I’m reminded of some of the neurological research around the effects of occupying a position of relative power in a system, think was done with police officers, citation needed.

I know neuro/bio research shouldn’t be necessary to tell us power (whether for victims or perpetratorr) screws people up, but…yeah.

Your model sounds inspirational, hope to follow up.

Hello Thom,

Thanks for your reply. I’m pretty sure the logic of the name of our collective is meant to be self-explanatory, if not also agitating in nature.

Yeah, you’re right, we don’t really need science to tell us that power makes us ill. Most of us are painfully aware of this.

We’re excited to hear more of what you’re working on and share stuff too.

@powermakesussick this is just wonderful! Thank you for sharing, thank you for doing.

So I’m coming from an aligned perspective when it comes to care, in that I think that toxic power dynamics are central to the brokenness of intimate and systemic relationships of care. Some of the ways in which I’ve been thinking through and practicing this refer to certain post-feminist, queer and decolonial approaches. I’ve been thinking that if we can start with shifting our very psychoanalytic experience of the Self and Other, that if we begin relating through what I call an “expanded self” or what Bracha Ettinger calls the “matrixial borderspace,” then we might be able to address the root of these issues. I have much more to say on this… will you be at the OpenVillage festival? Perhaps we can share more in person. In any case, you may like to look at the work of Bracha if you’re not yet familiar with it - very high theory but beautiful in the ways it pushes beyond the patriarchal model of psychoanlaysis.

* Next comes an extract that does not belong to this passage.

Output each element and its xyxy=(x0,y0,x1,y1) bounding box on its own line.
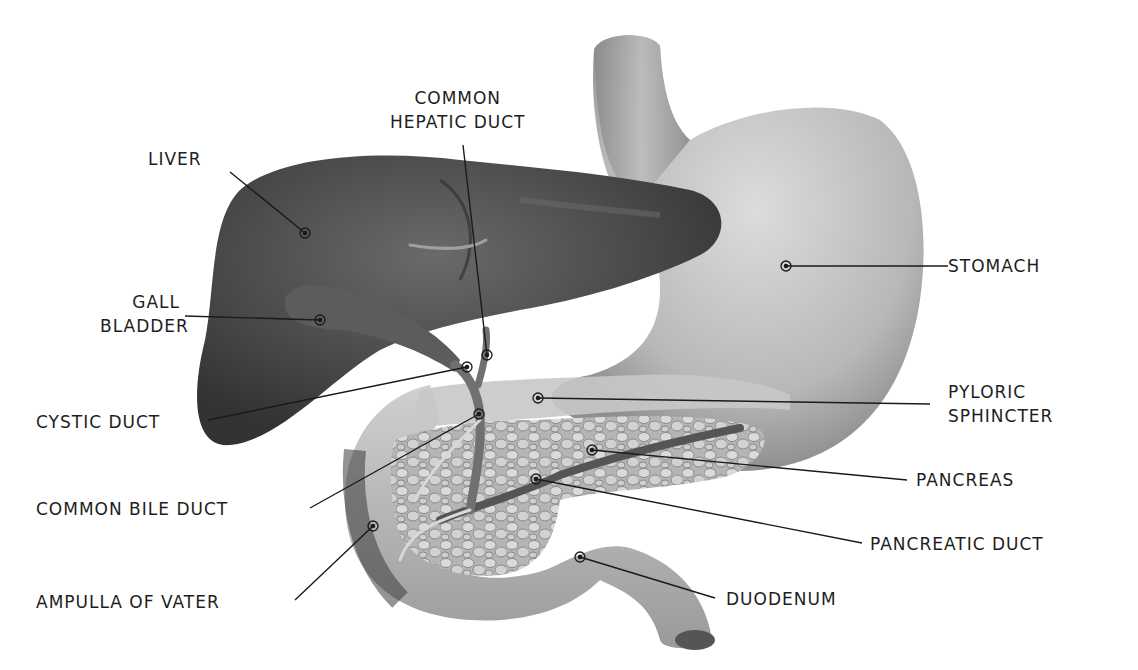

What I’ve come to realise however is that my philosophical and practice-based explorations are limited in how they can address wider immediate care needs and will take a long time to unfold. This is what I appreciate about what you’re doing! Is that you’re translating these ideas into a tangible accountability model for health. I’m not sure I understand it in its entirety, and yet another reason I hope we can talk more!